Hardware Root of Trust (HRoT)
The immutable cryptographic foundation upon which Common Criteria evaluations for silicon are built. An HRoT provides the initial trust anchor—typically a ROM or eFuse—that validates the first firmware stage. For AI accelerators seeking CC certification, the HRoT must resist physical tampering and provide secure key storage that persists through the entire boot chain. Without a properly implemented HRoT, higher-level security functions like secure boot and remote attestation lack a verifiable starting point.
FIPS 140-3
The U.S. government standard for cryptographic module validation, now aligned with ISO/IEC 19790, that complements Common Criteria evaluations. While CC assesses a product's overall security functionality, FIPS 140-3 focuses specifically on cryptographic algorithm implementation and key management. For AI infrastructure components, a module may hold both certifications: CC for the system-level security target and FIPS 140-3 for the embedded cryptographic library. The standard defines four security levels, from basic software cryptography to tamper-resistant hardware with environmental failure protection.
Secure Boot
A platform integrity mechanism that Common Criteria evaluations verify as part of the Trusted Computing Base. Secure boot ensures that only cryptographically signed firmware and bootloaders execute during system startup. Each stage verifies the signature of the next before passing control, creating an unbroken chain of trust anchored in the HRoT. For AI inference servers, secure boot prevents the injection of malicious firmware that could exfiltrate model weights or manipulate inference results. CC evaluations examine the signature verification algorithms, key storage, and anti-rollback mechanisms.
Remote Attestation
A critical capability evaluated under Common Criteria that allows a remote verifier to cryptographically confirm a platform's integrity. The process involves:
- Quote Generation: A TPM signs PCR values with an Attestation Identity Key
- Verification Service: Validates the quote against known-good PCR measurements
- Freshness Proof: Nonce inclusion prevents replay attacks In sovereign AI contexts, remote attestation enables a central orchestrator to verify that edge inference nodes are running authorized firmware before dispatching sensitive model workloads.
Supply Chain Traceability
The end-to-end verification of component provenance that Common Criteria evaluations increasingly require for high-assurance products.

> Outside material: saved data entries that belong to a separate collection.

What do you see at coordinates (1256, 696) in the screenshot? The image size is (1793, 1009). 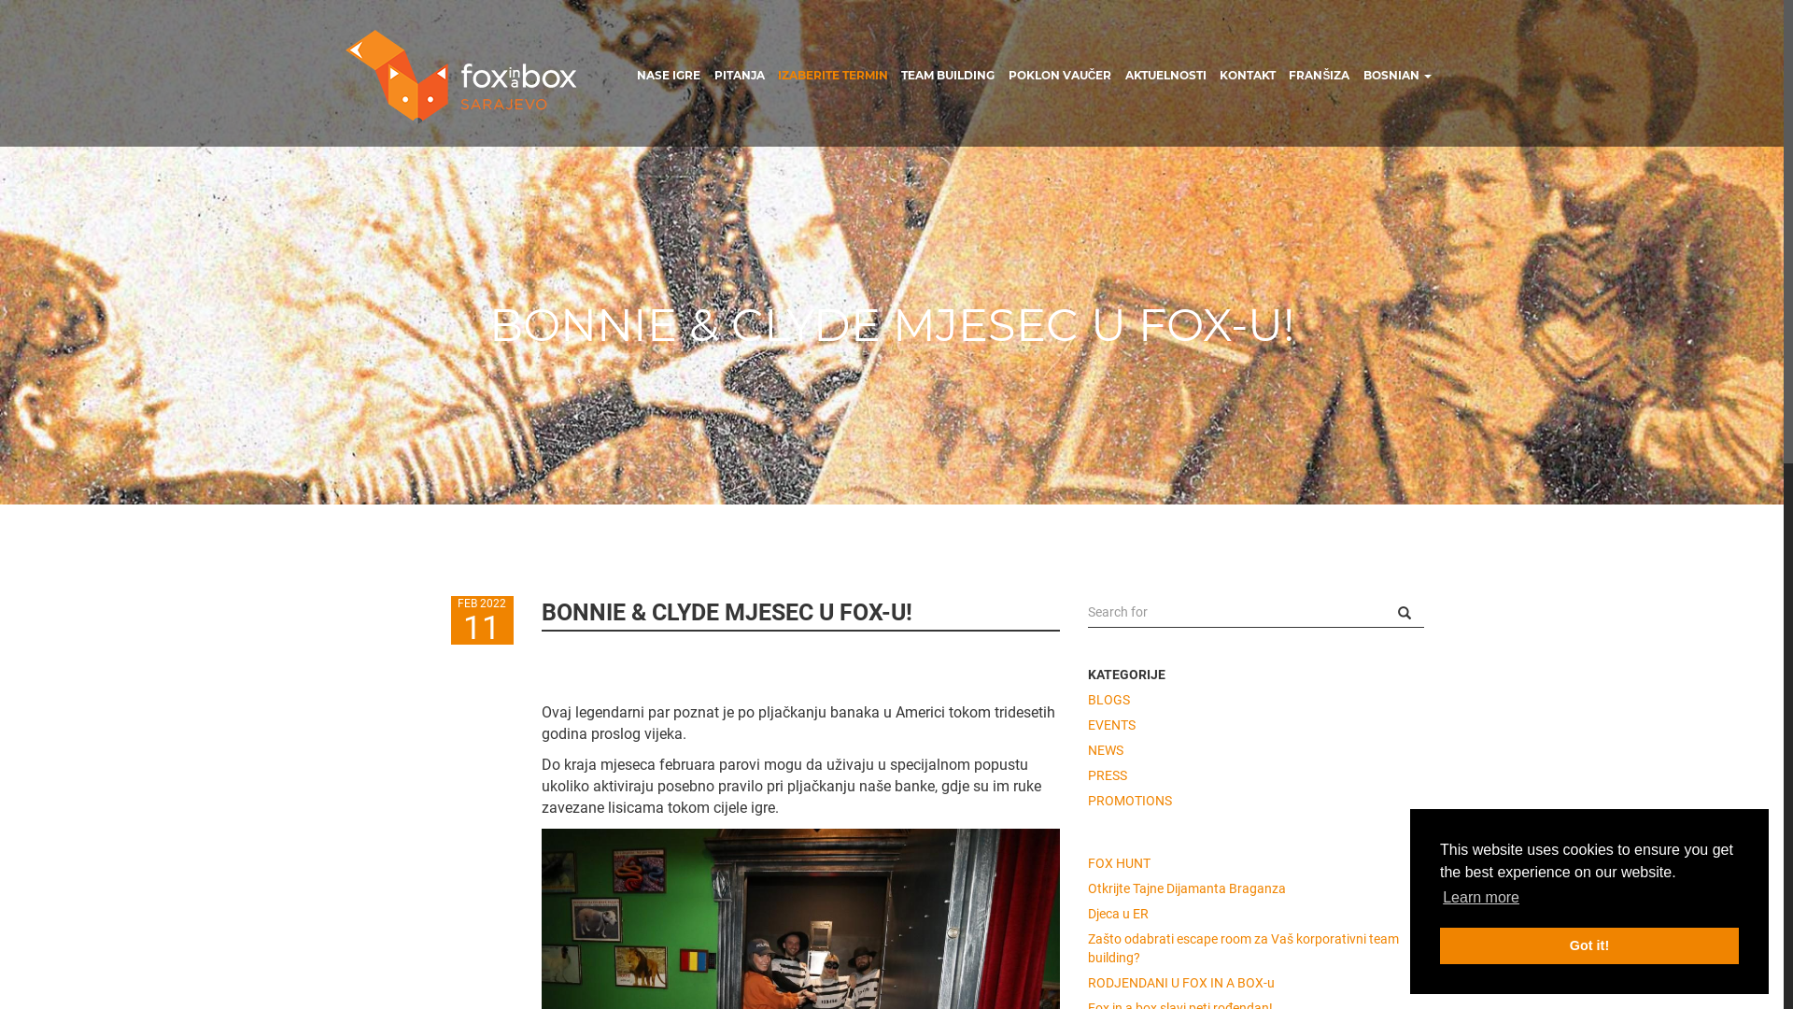 I see `BLOGS` at bounding box center [1256, 696].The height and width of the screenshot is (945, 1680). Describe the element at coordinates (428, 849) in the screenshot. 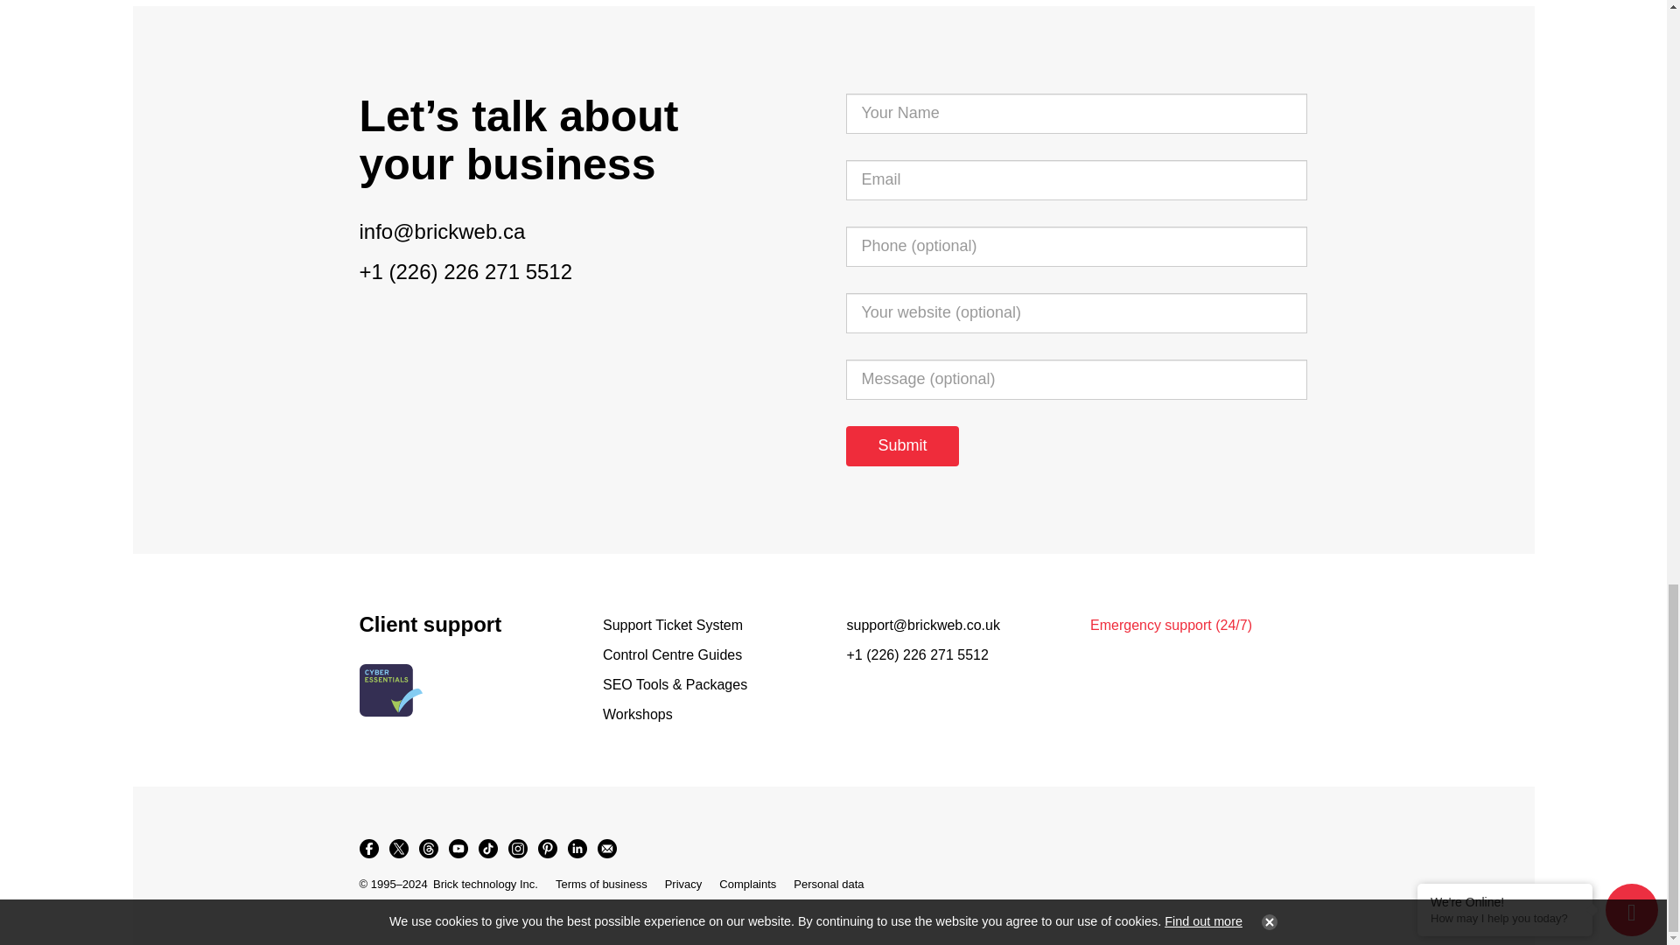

Traceability ensures that every silicon component—from the foundry to the deployment site—has not been substituted or tampered with. Techniques include cryptographic die-level identity, secure provisioning during manufacturing, and hardware bills of materials (HBOMs). For AI infrastructure, this prevents the insertion of compromised accelerators or memory modules that could create covert exfiltration channels for training data.

About the author
Prasad Kumkar
CEO & MD, Inference Systems
Prasad Kumkar is the CEO & MD of Inference Systems and writes about AI systems architecture, LLM infrastructure, model serving, evaluation, and production deployment. Over 5+ years, he has worked across computer vision models, L5 autonomous vehicle systems, and LLM research, with a focus on taking complex AI ideas into real-world engineering systems.
His work and writing cover AI systems, large language models, AI agents, multimodal systems, autonomous systems, inference optimization, RAG, evaluation, and production AI engineering.